We scoured New Zealand museum collections for prehistoric black swan remains from mainland New Zealand and the Chatham Islands, and modern black swans from across Australasia. Our genetic analyses showed that prehistoric swans from New Zealand and the Chatham Islands formed one lineage, while modern black swans from throughout Australasia were a different lineage. We had seen this genetic pattern before with our research on biological turnover events in penguins and sea lions. Our data showed that a unique lineage of black swan in New Zealand and the Chatham Islands was hunted to extinction and replaced by the Australian lineage. The genetic divergence between the Australian and New Zealand lineages suggested a separation of around one to two million years. Could these different lineages be different species given the divergence time?

A mounted Poūwa skeleton.

Poūwa

Weeks of measuring of modern and prehistoric black swan skeletons to capture the shape of the skeleton, months of statistical analysis, and New Zealand has its own unique species of black swan (Cygnus sumnerensis) – named after Sumner in Christchurch, where the first remains of this species were discovered. We’ve called our new species Poūwa, based on a Chatham Island Moriori legend about a large bird that inhabited the lagoon and whose bones were common in the surrounding sand dunes. As in all good trans-Tasman rivalries, we’ve claimed one species back from the Australians. Sadly, the Poūwa did not survive the arrival of humans.

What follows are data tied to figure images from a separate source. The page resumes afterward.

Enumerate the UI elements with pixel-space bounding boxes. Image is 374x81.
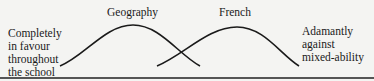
geography-curve	[60, 25, 200, 66]
distribution-curves	[0, 0, 374, 81]
bottom-rule	[0, 77, 374, 79]
french-curve	[157, 27, 299, 66]
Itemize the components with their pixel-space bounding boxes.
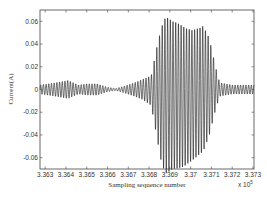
plot-area — [40, 18, 254, 173]
x-multiplier-base: x 10 — [238, 181, 251, 188]
x-tick-label: 3.371 — [203, 171, 220, 178]
x-tick-label: 3.373 — [245, 171, 262, 178]
x-tick-label: 3.367 — [120, 171, 137, 178]
y-tick-label: -0.06 — [23, 154, 38, 161]
y-tick-label: 0.06 — [25, 18, 38, 25]
x-tick-label: 3.366 — [99, 171, 116, 178]
x-tick-label: 3.365 — [79, 171, 96, 178]
x-axis-label: Sampling sequence number — [108, 181, 186, 189]
y-tick-label: -0.02 — [23, 108, 38, 115]
x-tick-label: 3.364 — [58, 171, 75, 178]
x-multiplier-exponent: 5 — [250, 180, 253, 185]
current-waveform-chart: 3.3633.3643.3653.3663.3673.3683.3693.373… — [0, 0, 267, 204]
y-tick-label: -0.04 — [23, 131, 38, 138]
y-tick-label: 0.02 — [25, 63, 38, 70]
y-tick-label: 0.04 — [25, 40, 38, 47]
series-line-current — [40, 18, 254, 173]
x-tick-label: 3.37 — [184, 171, 197, 178]
x-tick-label: 3.368 — [141, 171, 158, 178]
x-tick-label: 3.372 — [224, 171, 241, 178]
x-tick-label: 3.369 — [162, 171, 179, 178]
x-multiplier-label: x 105 — [238, 180, 253, 188]
axes-frame — [40, 10, 254, 169]
y-axis-label: Current(A) — [7, 73, 15, 105]
y-tick-label: 0 — [34, 86, 38, 93]
x-tick-label: 3.363 — [37, 171, 54, 178]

The Poūwa was truly unique. It was larger and heavier than its Australian cousin – more like an All Blacks rugby player than a soccer player. Poūwa weighed up to 10 kg (as opposed to the 6 kg Australian black swan), had very elongated legs, and proportionally shorter wings. Such proportional anomalies are common in birds from island ecosystems lacking terrestrial mammals. Prior to human arrival, New Zealand lacked predatory mammals, being truly the land of the birds. The Poūwa thus was probably on the evolutionary pathway to flightlessness – a very tall and heavy bird indeed.

The extinct Poūwa may also raise interesting questions for conservation and ecological restoration efforts. The Australian swan is not really a ‘replicate’ of the original Poūwa, so is this Aussie newcomer a pest, or something to be protected? Perhaps, one day, de-extinction science will allow us to bring back New Zealand’s unique Poūwa.

Image: A black swan (not Poūwa) floats on Lake Rotoiti.